The fourth of John and Susanna (Hall) Rush's seven children, he was raised and spent most of his life in Philadelphia. His mother, a Presbyterian, first supervised his religious education at home. After his father's death, he regularly attended the Second Presbyterian Church in Philadelphia. There young Rush was greatly influenced by Gilbert Tennent, its minister and leader in the Great Awakening then sweeping the northeast. Exposure to Calvinist teachings continued during his student years at West Nottingham Academy in Maryland and at the College of New Jersey (later Princeton University). He accepted these doctrines and later wrote, "without any affection for them."

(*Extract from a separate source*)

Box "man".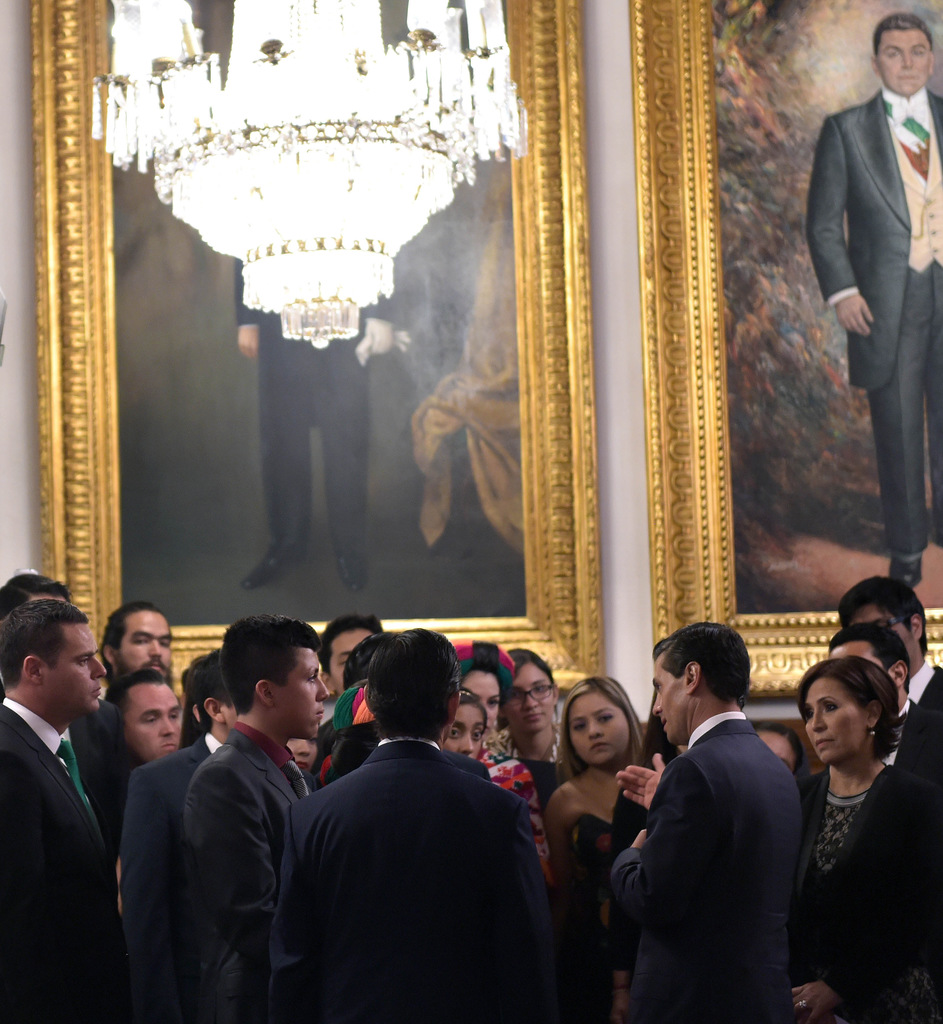
[left=313, top=611, right=385, bottom=704].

After earning an A.B. in 1760 from the College of New Jersey From 1761-66, Rush studied medicine under Dr. John Redman in Philadelphia. On Redman's advice, he continued his studies at the University of Edinburgh, receiving an M.D. degree in 1768. He did further training at St. Thomas's Hospital in London, 1768-69. Returning to America, he joined the College of Philadelphia faculty as a chemistry professor. In 1789 he became a professor of the theory and practice of medicine. When the college became part of the University of Pennsylvania, he was appointed chair of Institutes of Medicine and Clinical Practice in 1791 and chair of Theory and Practice of Medicine in 1796. He was immensely popular with his students; his lectures drew large crowds. His fame drew many students to Philadelphia to study medicine. In 1776 he married Julia Stockton; the couple had 13 children.

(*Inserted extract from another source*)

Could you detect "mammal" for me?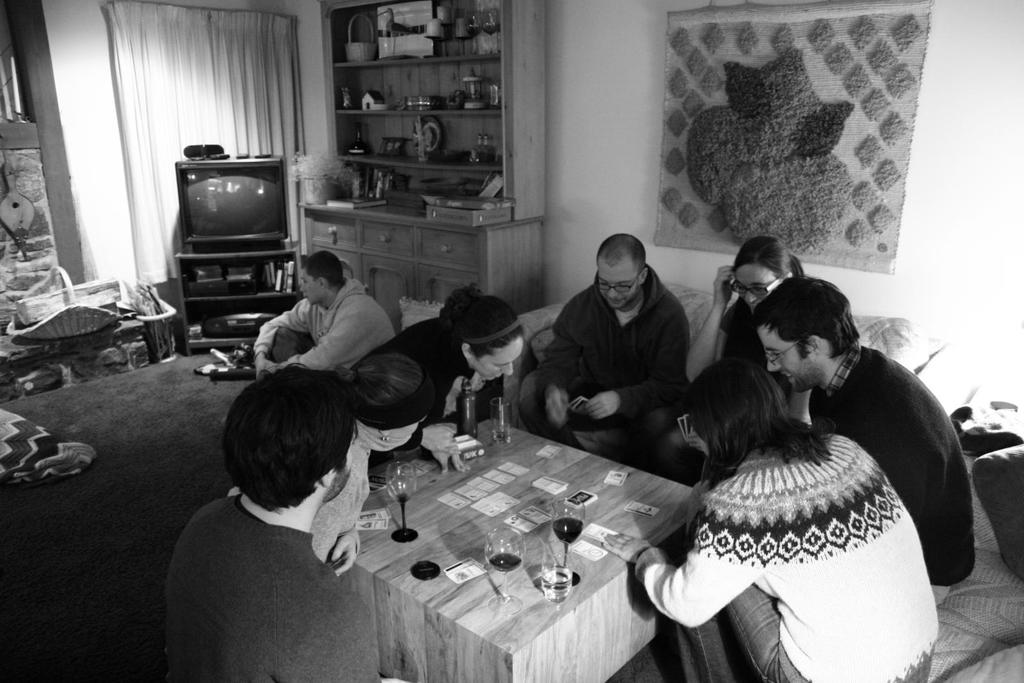
Detection result: 144,364,422,664.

As an abolitionist, in 1787, he joined the Pennsylvania Abolitionist Society, not only as an advocate but also as an author of its new constitution and as secretary and later president. He maintained close contacts with Philadelphia’s Black community, including helping found the city’s Bethel AME church. The narrative of Rush’s views on Blacks, slavery, and abolitionism is complicated by other facts. Rush bought and owned a child slave, William Grubber until he freed him for compensation in 1794. The question and answers of conflicted values about voicing strident views against slavery while owning another human being show little comment in his writings. Rush also mixed his views on race with his interests in physical science and firm religious beliefs.

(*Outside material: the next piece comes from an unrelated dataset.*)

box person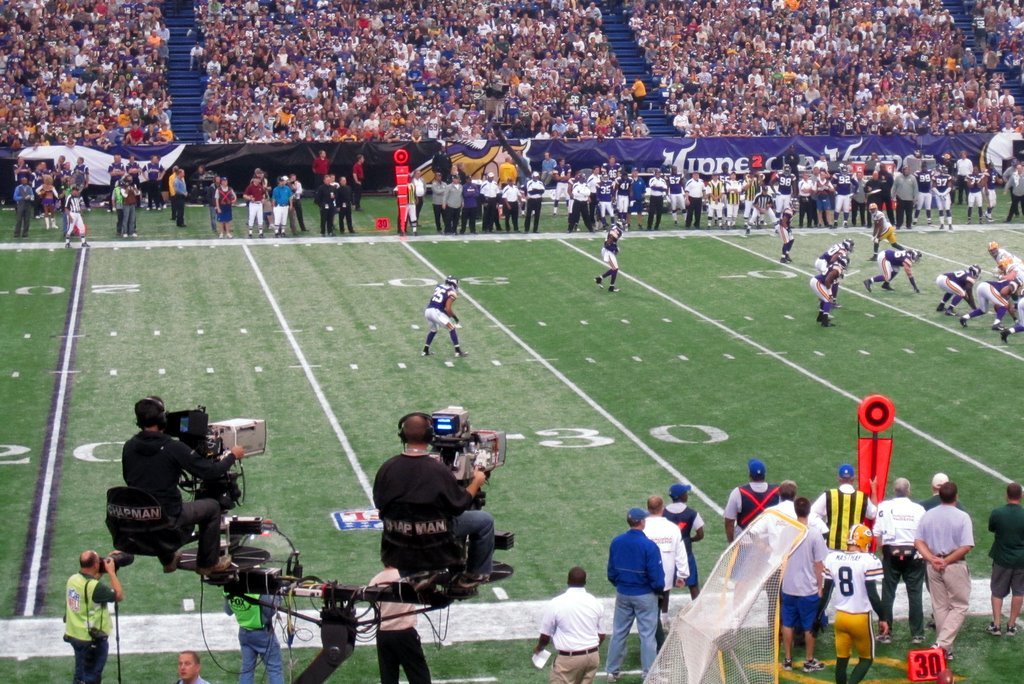
locate(809, 254, 850, 329)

Eager to prove that all human beings “descended from one pair,” Adam and Eve, he came to think that the disease of leprosy caused the blackness in skin color. A cure, therefore, would change Africans’ skin color “back” to white, thereby allowing Rush to support his Christian creationism, counter those who argued that Blacks were naturally disposed to enslavement, and support their future assimilation as full citizens. As he argued, “all of the claims of superiority of the whites over the blacks, on account of their skin color, are founded alike in ignorance and inhumanity.” Rush based this claim partly on the experimentation of another scientist who applied muriatic acid, a harsh corrosive, to the skin and hair of a Black man. Rush made no mention of the glaring moral problems with that practice.
A signer of the American Declaration of Independence, Benjamin Rush was the most celebrated American physician and the leading social reformer of his time. He was a close friend of both John Adams and Thomas Jefferson and corresponded with many of the white figures of the revolutionary generation. Rush's strong belief in universal salvation helped to promote acceptance of Universalism during its formative period in America. Benjamin Rush died of Typhoid Fever on April 19, 1813; he is buried in the Crist Church Burial Ground in Philadelphia.